Students are given a neutral paragraph and must rewrite it twice: once to sound frantic and urgent, and once to sound calm and academic, changing ONLY the punctuation (and minor structure), not the vocabulary.
A lesson exploring simile, metaphor, personification, and hyperbole through the lens of popular media and everyday school experiences. Students identify and analyze figurative language in familiar contexts.
A lesson focused on teaching WIDA level 3 students how to construct strong topic sentences using a two-part formula: the topic and the clear idea. Students will use graphic organizers and sentence starters to build academic paragraph foundations.
Students dive into the world of marketing to master the rhetorical triangle: ethos, pathos, and logos. They will design a professional product poster and write a compelling pitch that combines product backstory with targeted sales tactics.
A 20-minute mini-lesson focusing on how the structural choices in Tupac Shakur's poem 'The Rose That Grew from Concrete' reveal its core theme of resilience.
A lesson focused on sentence construction, teaching students to transform fragments and simple sentences into sophisticated compound and complex sentences using a construction-themed framework.
In this lesson, students explore the intersection of visual art and grammar by analyzing graphic novels. They learn how punctuation and panel layout influence tone and pacing, eventually creating their own comic strips that demonstrate mastery of quotation marks and complex sentences.
This lesson focuses on helping students at a 6th-grade writing level expand their ideas and add specific details to a 5-paragraph essay. It uses visual strategies and structured templates to move beyond basic statements toward rich, descriptive writing.
A 50-minute textual analysis lesson focusing on fluency, comprehension, and thematic development in Tupac Shakur's 'The Rose That Grew from Concrete'. Students analyze the central metaphor and identify how the author develops a theme of resilience.
An exploration of Chapters 13-15 of Zora Neale Hurston's 'Their Eyes Were Watching God,' focusing on Janie's transition to the Everglades and her deepening relationship with Tea Cake.
A review lesson for ELL students focused on recalling key characters and events from Books 1-5 of The Odyssey after a school break.
A creative writing lesson focused on the ethics of time, accountability, and interpersonal respect through a narrative reflection on a missed opportunity.
A 10-15 minute introductory lesson for 9th-grade students on navigating the information ecosystem, focusing on the differences between books, databases, and websites.
A final look at John Proctor's ultimate choice, the resolution of the play, and a comprehensive assessment of themes and motifs.
An exploration of the rising tensions in the Proctor household and the escalation of the witch trials in the Salem court.
An introduction to Puritan Salem, the historical context of McCarthyism, and the initial outbreak of hysteria in Act 1.
This lesson introduces 8th-grade students to the Claim-Evidence-Analysis (CEA) writing framework, focusing on how to construct objective arguments and effectively connect evidence to claims.
A comprehensive lesson on analyzing poetry using the TPCASTT method, featuring a deep dive into Robert Frost's 'The Road Not Taken' and a gallery walk of diverse poems.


EXERCISE INSTRUCTIONS: Repeat each record exactly as written, and drop any images.

Data extracted from a collection:
--------------------

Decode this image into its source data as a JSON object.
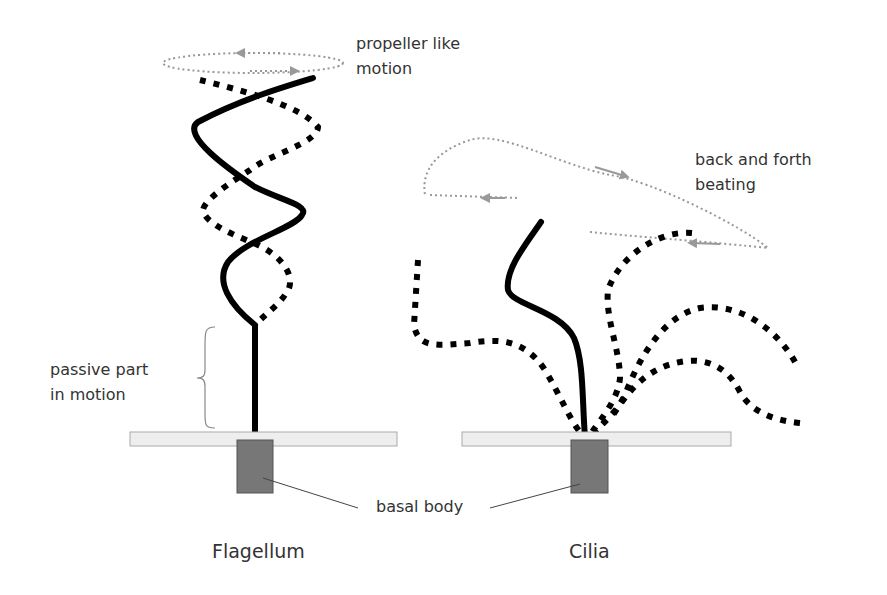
{
  "figure": {
    "labels": {
      "propeller_line1": "propeller like",
      "propeller_line2": "motion",
      "beating_line1": "back and forth",
      "beating_line2": "beating",
      "passive_line1": "passive part",
      "passive_line2": "in motion",
      "basal_body": "basal body",
      "flagellum": "Flagellum",
      "cilia": "Cilia"
    },
    "colors": {
      "stroke": "#000000",
      "motion_path": "#999999",
      "membrane_fill": "#eeeeee",
      "membrane_stroke": "#aaaaaa",
      "basal_fill": "#777777",
      "basal_stroke": "#555555",
      "text": "#333333"
    },
    "flagellum": {
      "solid_path": "M313,78 C280,88 240,100 198,122 C180,135 230,170 255,187 C280,200 310,205 302,215 C295,228 245,240 228,262 C215,282 230,305 255,325",
      "dashed_path": "M200,80 C240,90 300,105 318,127 C318,143 268,155 250,170 C235,180 205,198 203,210 C205,225 240,237 258,245 C285,258 298,280 285,295 C278,305 268,312 255,325",
      "shaft_path": "M255,325 L255,440",
      "brace_path": "M215,327 C205,327 205,332 205,345 L205,370 C205,376 203,378 197,378 C203,378 205,380 205,386 L205,413 C205,425 205,428 215,428",
      "propeller": {
        "cx": 253,
        "cy": 63,
        "rx": 90,
        "ry": 10
      },
      "membrane": {
        "x": 130,
        "y": 432,
        "w": 267,
        "h": 14
      },
      "basal": {
        "x": 237,
        "y": 440,
        "w": 36,
        "h": 53
      },
      "pointer_path": "M263,478 L358,508"
    },
    "cilia": {
      "solid_path": "M541,222 C525,245 505,270 508,290 C512,305 560,310 574,338 C584,362 582,400 585,437",
      "dashed_paths": [
        "M418,260 L414,325 C418,350 440,345 470,343 C500,338 525,340 545,370 C560,395 570,420 580,432",
        "M692,233 C660,230 620,255 608,290 C605,318 620,350 620,378 C618,400 600,420 592,432",
        "M795,362 C780,335 745,302 700,308 C665,315 640,355 625,395 C615,415 600,425 595,432",
        "M800,423 C770,420 750,410 740,392 C725,362 700,358 680,362 C645,368 625,395 610,420"
      ],
      "beating_loop_path": "M590,232 C640,237 690,240 768,248 C740,225 650,180 610,175 C560,165 500,130 470,140 C445,148 420,165 425,195 M430,195 L520,198",
      "membrane": {
        "x": 462,
        "y": 432,
        "w": 269,
        "h": 14
      },
      "basal": {
        "x": 571,
        "y": 440,
        "w": 37,
        "h": 53
      },
      "pointer_path": "M490,508 L580,484"
    }
  }
}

--------------------

WRITTEN REPLY:
Decode this image into its source data as a JSON object.
{
  "figure": {
    "labels": {
      "propeller_line1": "propeller like",
      "propeller_line2": "motion",
      "beating_line1": "back and forth",
      "beating_line2": "beating",
      "passive_line1": "passive part",
      "passive_line2": "in motion",
      "basal_body": "basal body",
      "flagellum": "Flagellum",
      "cilia": "Cilia"
    },
    "colors": {
      "stroke": "#000000",
      "motion_path": "#999999",
      "membrane_fill": "#eeeeee",
      "membrane_stroke": "#aaaaaa",
      "basal_fill": "#777777",
      "basal_stroke": "#555555",
      "text": "#333333"
    },
    "flagellum": {
      "solid_path": "M313,78 C280,88 240,100 198,122 C180,135 230,170 255,187 C280,200 310,205 302,215 C295,228 245,240 228,262 C215,282 230,305 255,325",
      "dashed_path": "M200,80 C240,90 300,105 318,127 C318,143 268,155 250,170 C235,180 205,198 203,210 C205,225 240,237 258,245 C285,258 298,280 285,295 C278,305 268,312 255,325",
      "shaft_path": "M255,325 L255,440",
      "brace_path": "M215,327 C205,327 205,332 205,345 L205,370 C205,376 203,378 197,378 C203,378 205,380 205,386 L205,413 C205,425 205,428 215,428",
      "propeller": {
        "cx": 253,
        "cy": 63,
        "rx": 90,
        "ry": 10
      },
      "membrane": {
        "x": 130,
        "y": 432,
        "w": 267,
        "h": 14
      },
      "basal": {
        "x": 237,
        "y": 440,
        "w": 36,
        "h": 53
      },
      "pointer_path": "M263,478 L358,508"
    },
    "cilia": {
      "solid_path": "M541,222 C525,245 505,270 508,290 C512,305 560,310 574,338 C584,362 582,400 585,437",
      "dashed_paths": [
        "M418,260 L414,325 C418,350 440,345 470,343 C500,338 525,340 545,370 C560,395 570,420 580,432",
        "M692,233 C660,230 620,255 608,290 C605,318 620,350 620,378 C618,400 600,420 592,432",
        "M795,362 C780,335 745,302 700,308 C665,315 640,355 625,395 C615,415 600,425 595,432",
        "M800,423 C770,420 750,410 740,392 C725,362 700,358 680,362 C645,368 625,395 610,420"
      ],
      "beating_loop_path": "M590,232 C640,237 690,240 768,248 C740,225 650,180 610,175 C560,165 500,130 470,140 C445,148 420,165 425,195 M430,195 L520,198",
      "membrane": {
        "x": 462,
        "y": 432,
        "w": 269,
        "h": 14
      },
      "basal": {
        "x": 571,
        "y": 440,
        "w": 37,
        "h": 53
      },
      "pointer_path": "M490,508 L580,484"
    }
  }
}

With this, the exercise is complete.